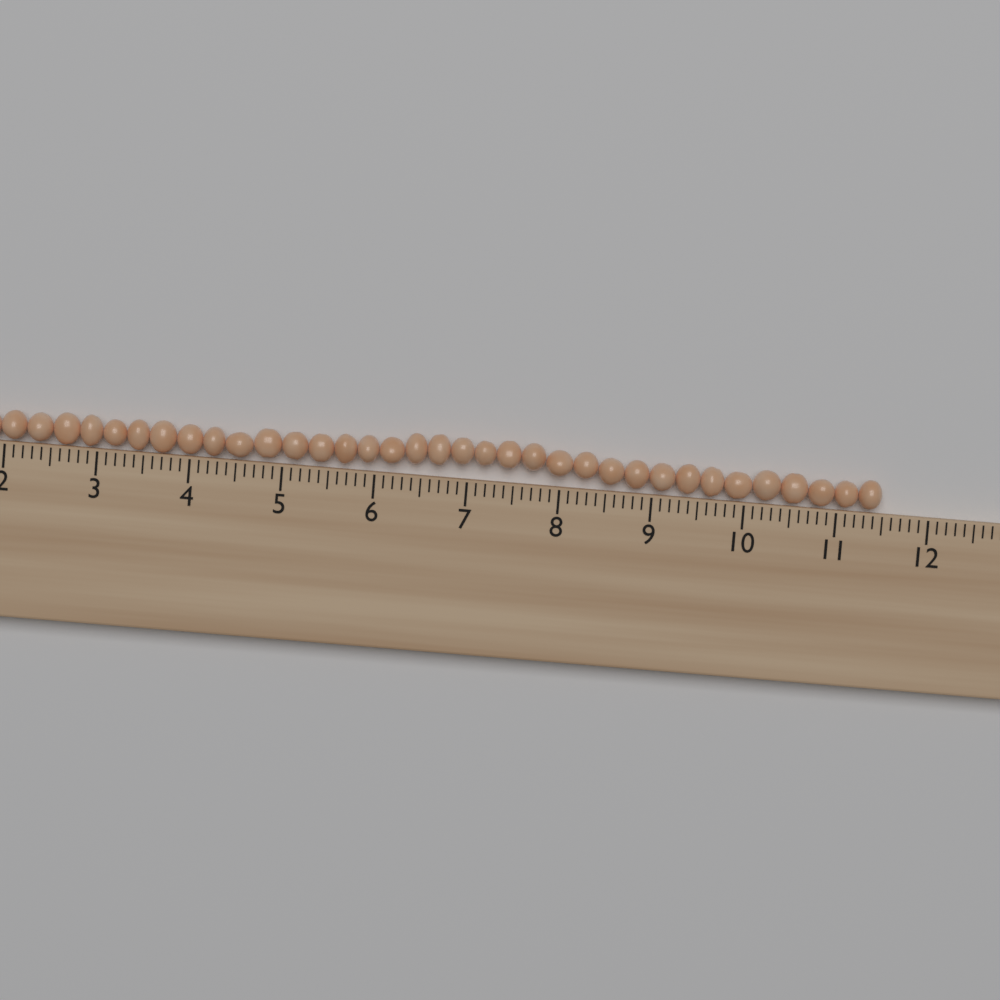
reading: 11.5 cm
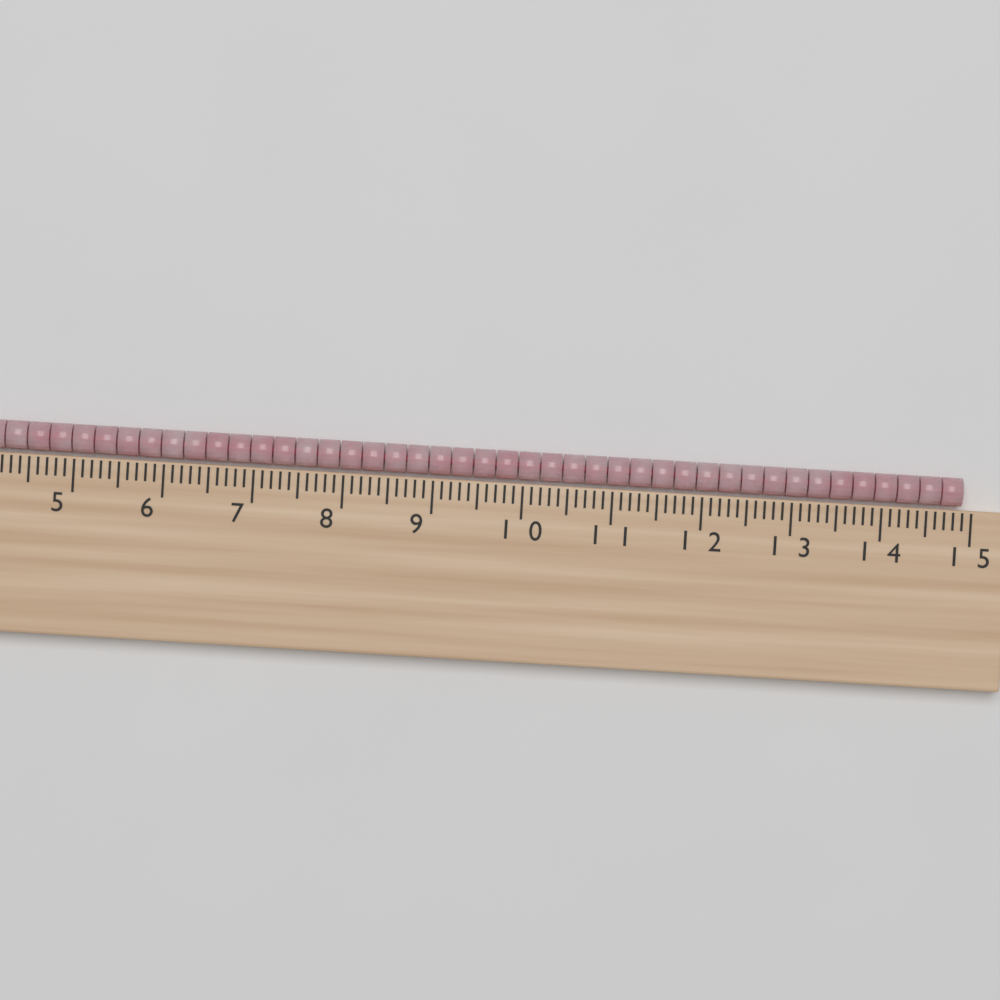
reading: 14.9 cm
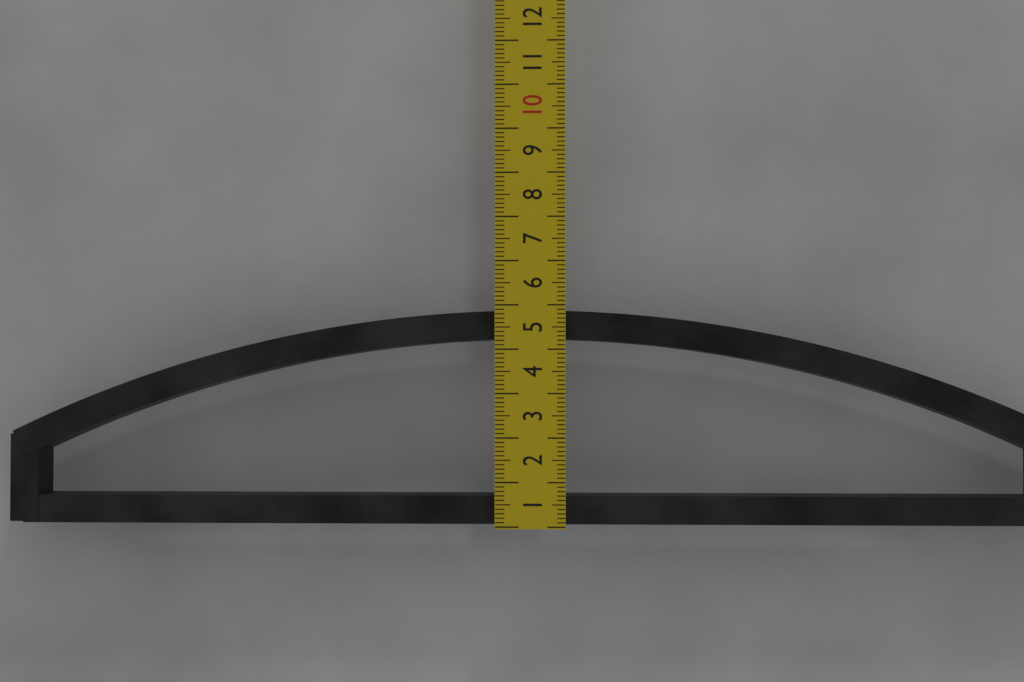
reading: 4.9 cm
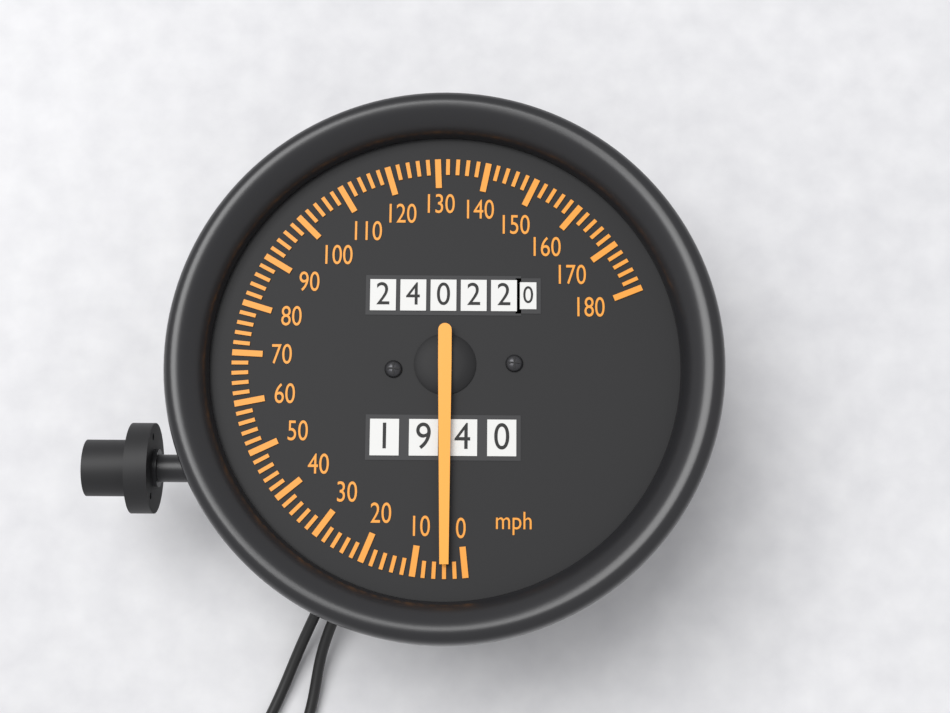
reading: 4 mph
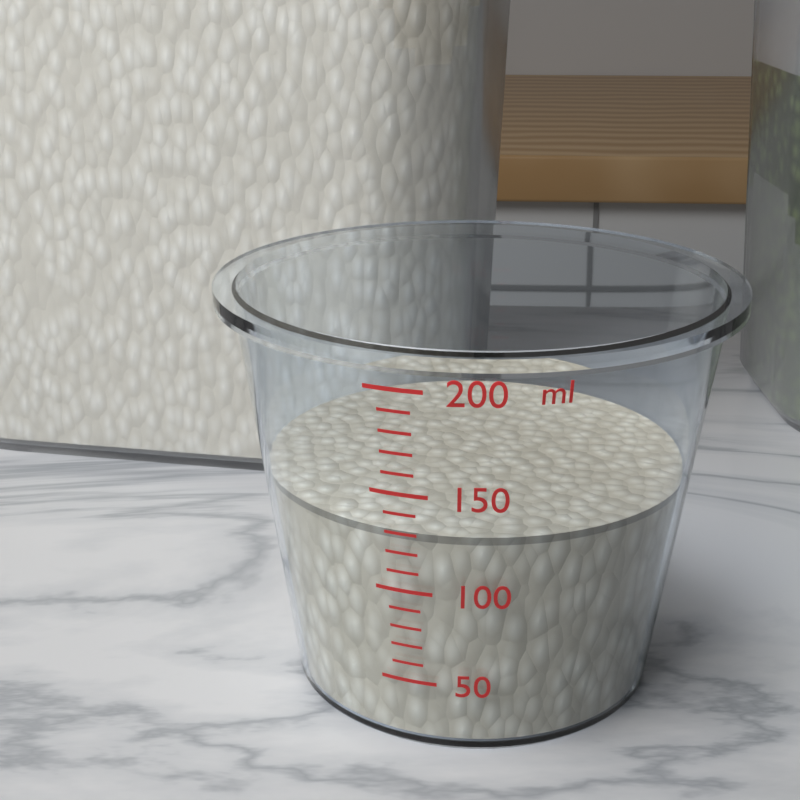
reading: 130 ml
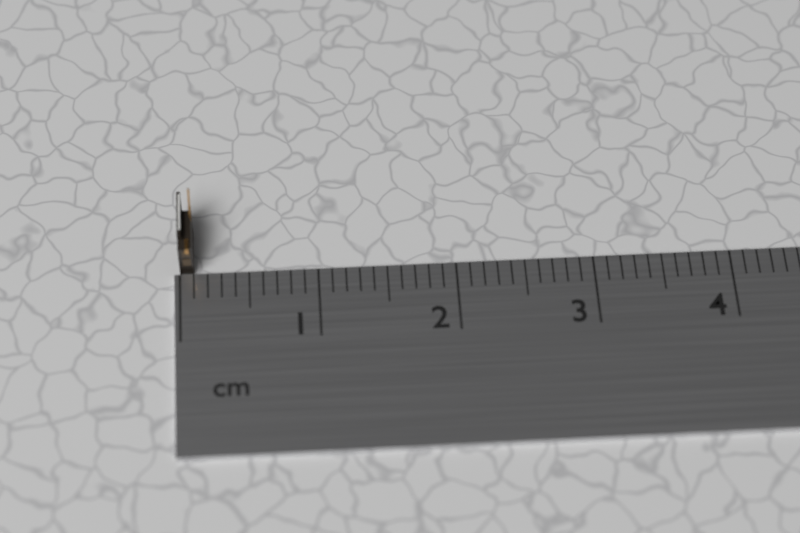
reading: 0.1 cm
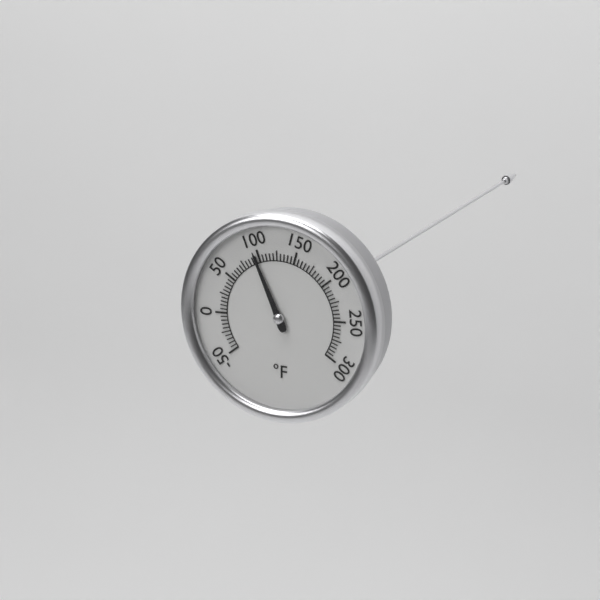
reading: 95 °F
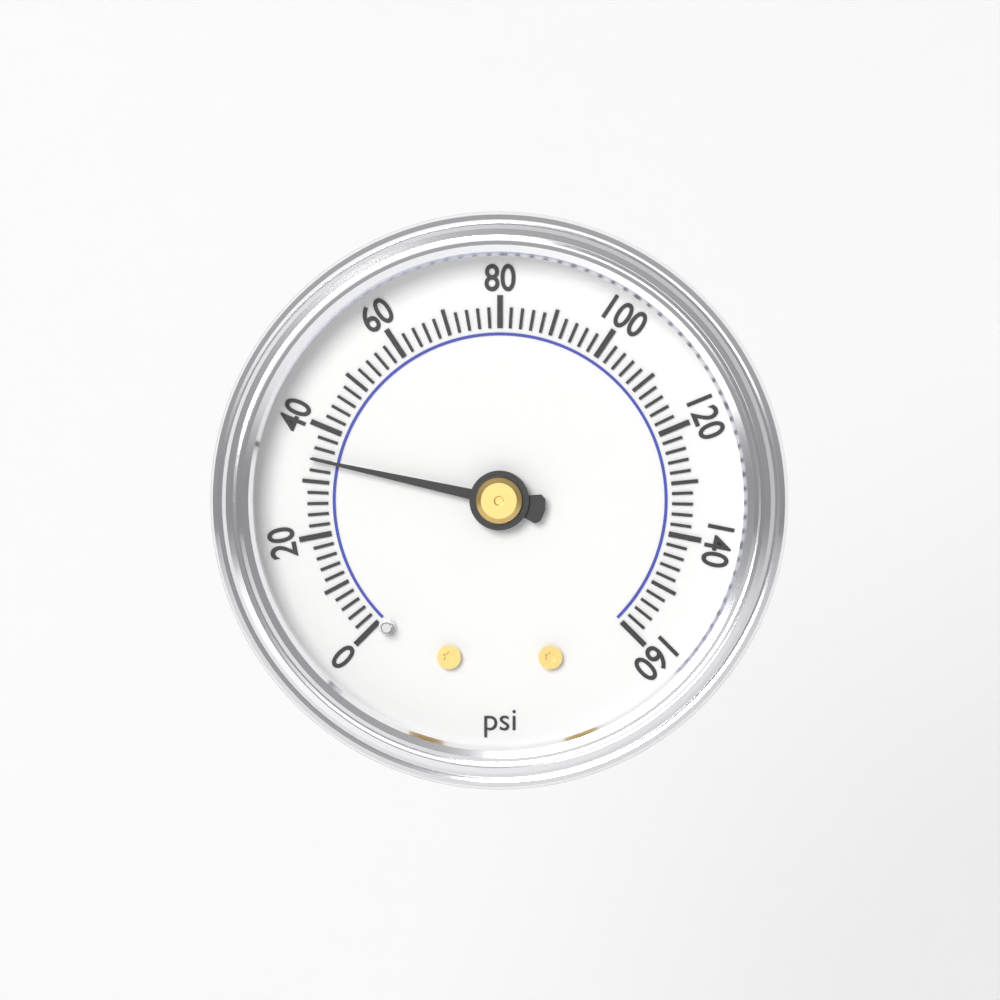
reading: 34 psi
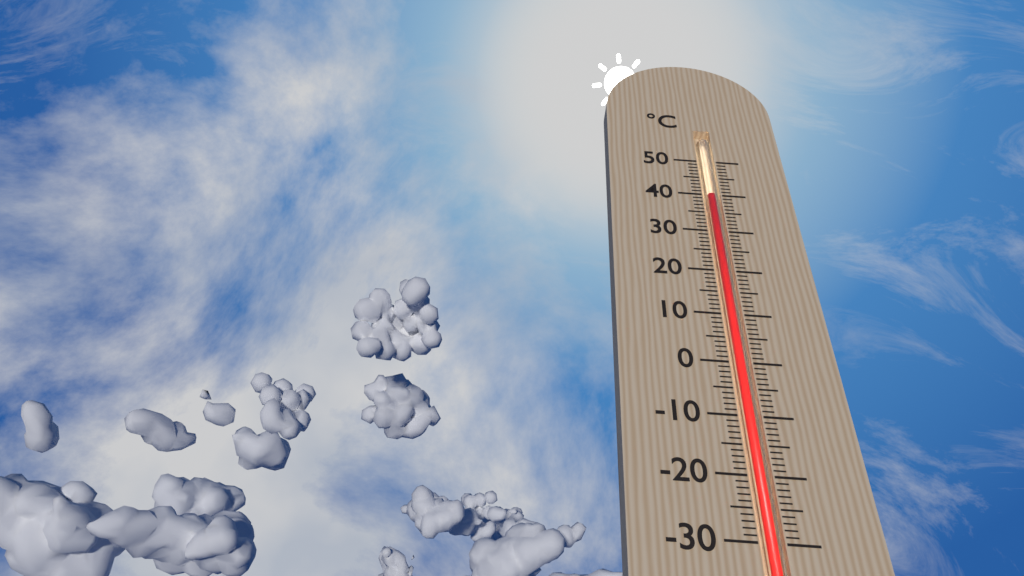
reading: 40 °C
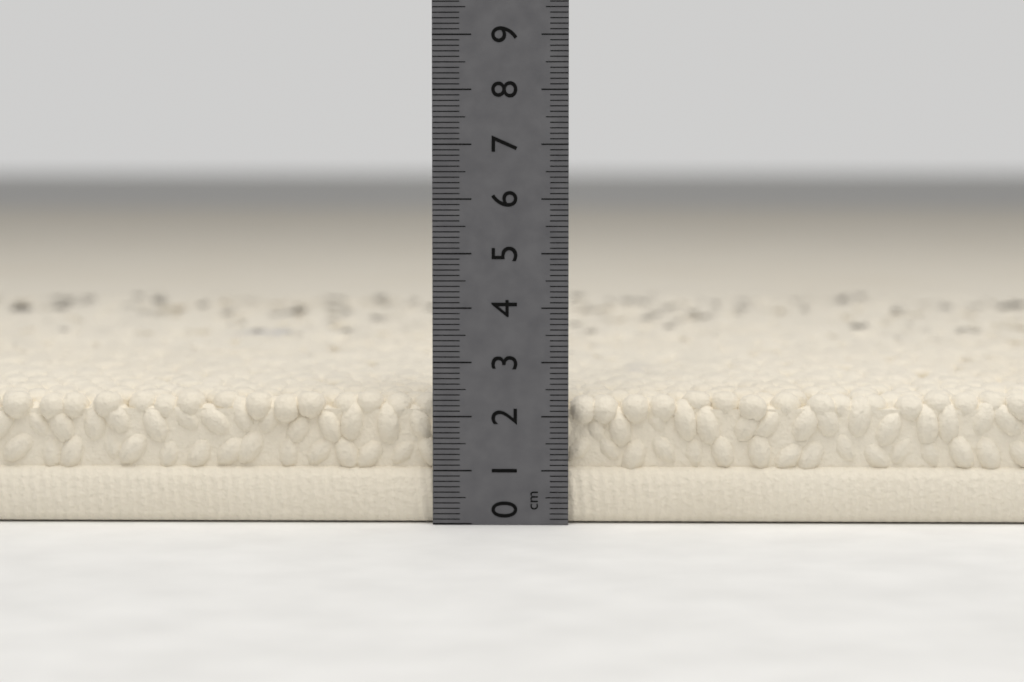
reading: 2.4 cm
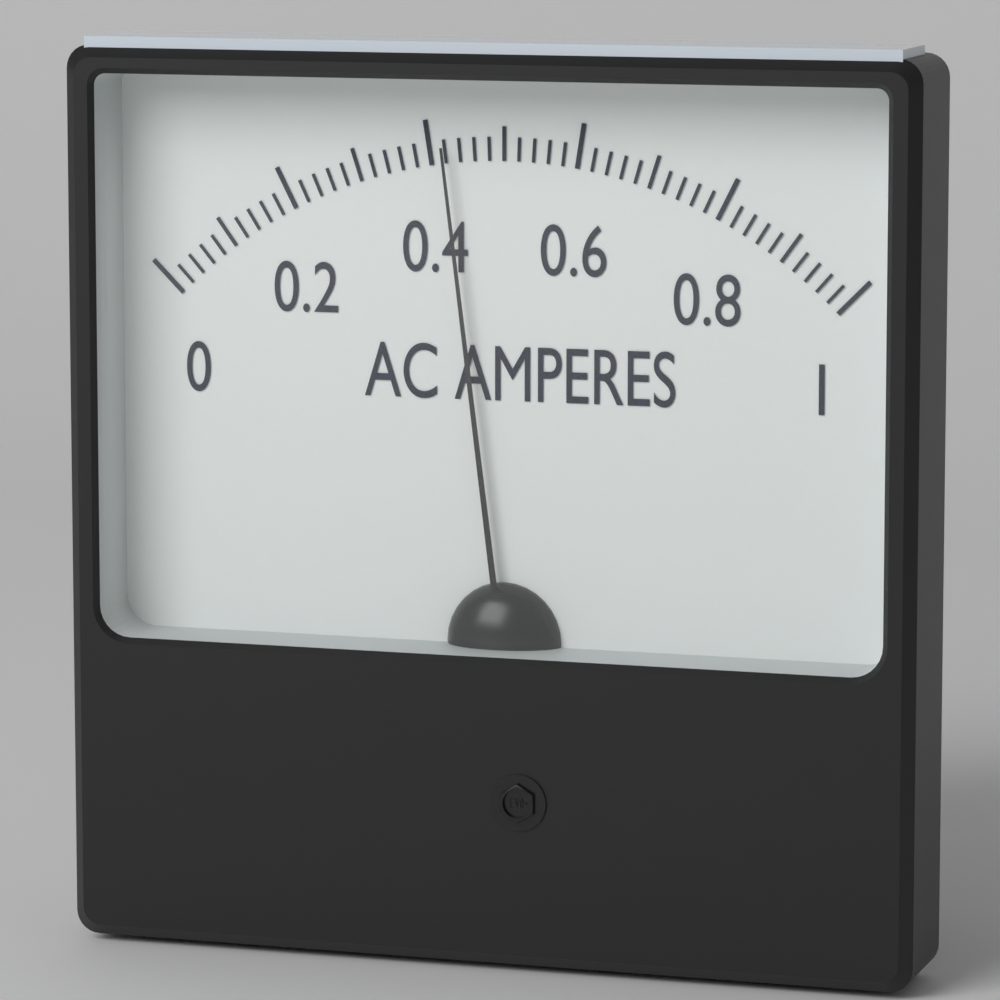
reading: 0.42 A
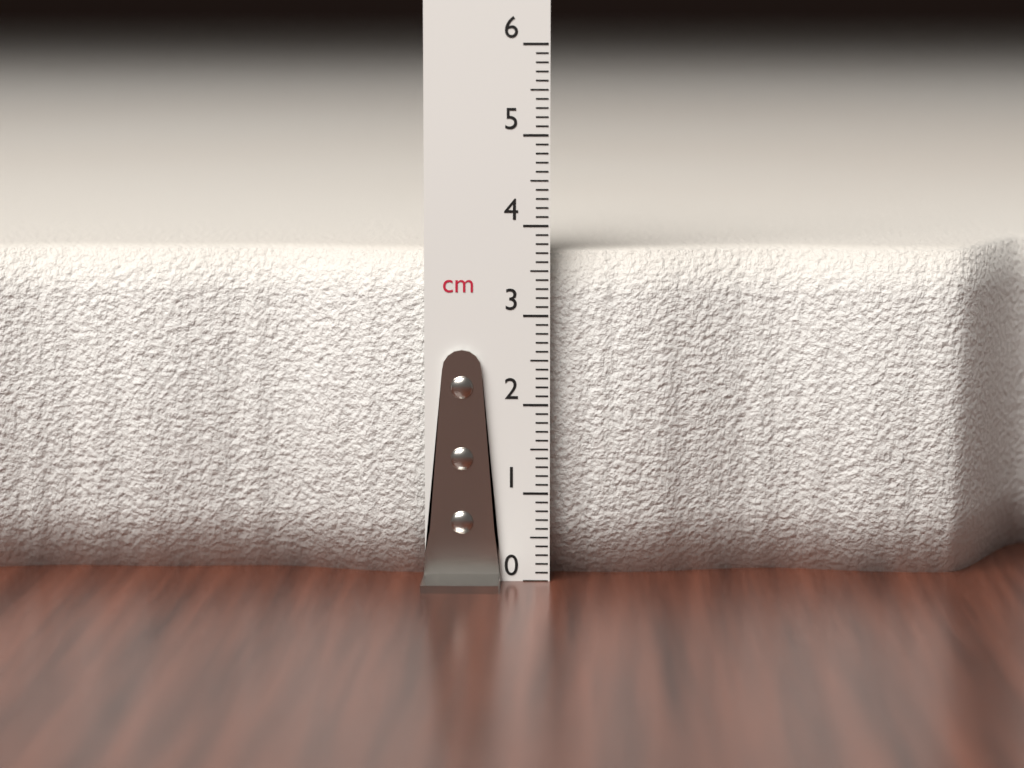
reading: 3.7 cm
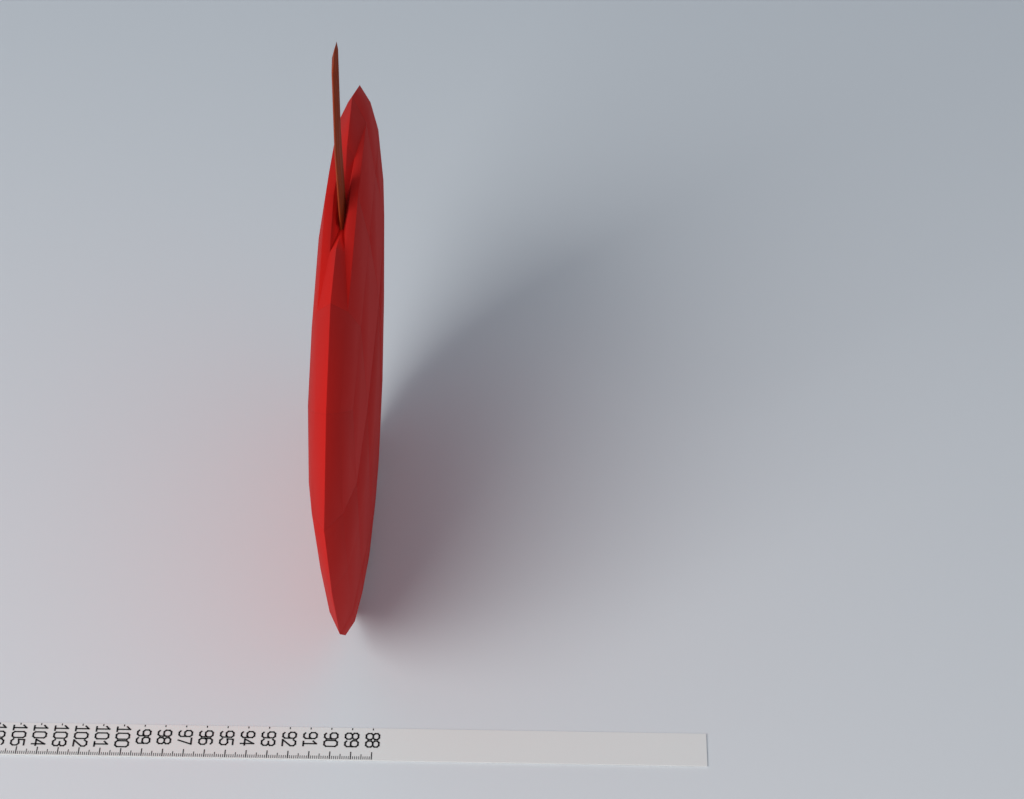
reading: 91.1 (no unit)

.....

▶ _THE TASK_
Output the line that contains "reading: 34 psi" and every line after it to the end of the records, word for word, leaving out the pictures.

▶ _ANSWER BELOW_
reading: 34 psi
reading: 40 °C
reading: 2.4 cm
reading: 0.42 A
reading: 3.7 cm
reading: 91.1 (no unit)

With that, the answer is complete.